Kuleba noted that the Black Sea Grain initiative has already brought some relief to Africa, as more than 200 cargo vessels with Ukrainian grain have already left the Ukrainian ports to deliver long-awaited relief to the people of Africa, Iran, Libya, and other countries.

Ukraine wants both the commercial and humanitarian corridors to keep working, while Russia threatens not to prolong the deal after it expires in November.

One of the key demands of the Kremlin is to allow Russians to export ammonia fertilizers through the Ukrainian Tolyatti-Odesa pipeline on the Black Sea coast. Ukraine has so far not commented  on this demand.

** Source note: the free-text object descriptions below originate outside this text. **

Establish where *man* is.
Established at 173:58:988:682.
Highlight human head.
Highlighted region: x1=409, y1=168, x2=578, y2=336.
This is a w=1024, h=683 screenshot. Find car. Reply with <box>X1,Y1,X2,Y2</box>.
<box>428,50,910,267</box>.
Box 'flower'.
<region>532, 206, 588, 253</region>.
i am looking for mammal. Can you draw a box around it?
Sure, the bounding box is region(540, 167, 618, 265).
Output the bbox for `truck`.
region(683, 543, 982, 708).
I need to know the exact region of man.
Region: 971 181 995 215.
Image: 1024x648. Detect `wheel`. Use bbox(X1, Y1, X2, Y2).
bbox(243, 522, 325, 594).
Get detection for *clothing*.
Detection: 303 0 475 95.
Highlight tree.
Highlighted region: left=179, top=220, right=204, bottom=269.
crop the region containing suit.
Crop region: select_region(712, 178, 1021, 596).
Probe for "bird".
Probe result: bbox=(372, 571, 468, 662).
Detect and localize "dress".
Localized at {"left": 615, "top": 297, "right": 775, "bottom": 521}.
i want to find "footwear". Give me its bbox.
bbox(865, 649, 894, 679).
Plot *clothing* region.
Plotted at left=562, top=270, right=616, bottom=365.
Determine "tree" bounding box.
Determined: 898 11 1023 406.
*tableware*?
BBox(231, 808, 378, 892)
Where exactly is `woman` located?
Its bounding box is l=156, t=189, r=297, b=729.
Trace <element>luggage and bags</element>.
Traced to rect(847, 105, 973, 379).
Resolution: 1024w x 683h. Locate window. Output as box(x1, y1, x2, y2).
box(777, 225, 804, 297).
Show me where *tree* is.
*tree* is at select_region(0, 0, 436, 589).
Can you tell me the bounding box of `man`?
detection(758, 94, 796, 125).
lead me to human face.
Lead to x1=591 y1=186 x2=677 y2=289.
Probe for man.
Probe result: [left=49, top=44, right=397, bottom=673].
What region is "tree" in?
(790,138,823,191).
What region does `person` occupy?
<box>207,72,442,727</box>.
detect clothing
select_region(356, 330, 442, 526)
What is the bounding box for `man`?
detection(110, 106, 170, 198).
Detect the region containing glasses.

China, Gabon, Mexico, and India called for dialogue with Russia, calling the continuous war a step into the abyss. Mexico offered to create one more platform for negotiations under its mediation.

Another topic discussed during the Security Council was the developing institutional crisis in the UNSC itself.

“The aggression that Russia decided to use against Ukraine, that only wanted to live freely, violates the UN charter. Each one of these principles was violated with the start of the war in February,” French Minister for Foreign Affairs Colonna said.

While there are ongoing private talks in the UN on whether it is possible to impose veto right limitations for Russia, which controls a permanent seat on the Security Council, publicly the delegates did not specify how exactly Russia could be held accountable for its violations of UN charters.

Kuleba pointed out that Russia enjoys impunity while using the status it illegally inherited after the USSR fell in 1991.

“Russia is shameless," he said.

"Armed with a veto right and the feeling of total impunity, Russians are confident that they can get away with anything and they are entitled to do anything they want. They think this seat allows them to violate borders in a nineteenth-century style imperialist conquest.”

Read also: UN hopes to prolong grain deal, but Russia seeking to limit Ukrainian exports

According to him,  the UN today is mostly focusing on crimes committed by Russian soldiers in Ukraine.

“But if anyone thinks they are the only ones ready to kill, torture, rape, cut off genitals, they are wrong," he said.


"Russian diplomats are directly complicit because their lies incite these crimes and cover them up."

U.S. Secretary of State Antony Blinken said that the fact that Russian dictator Vladimir Putin picked this week to announce Russia's partial mobilization, issue nuclear threats, and move forward with plans to annex Ukrainian territories, as most of the world gathers at the United Nations, shows his utter contempt for the UN Charter, for the General Assembly, and the Security Council.

“The very international order that we have gathered here to uphold is being shredded before our eyes," Blinken noted.

"We cannot – we will not – allow President Putin to get away with it,."

Defending Ukraine’s sovereignty and territorial integrity is about much more than standing up for one nation’s right to choose its path, fundamental as that right is, Blinken added.

“It’s also about protecting an international order where no nation can redraw the borders of another by force,” the U.S. diplomat added.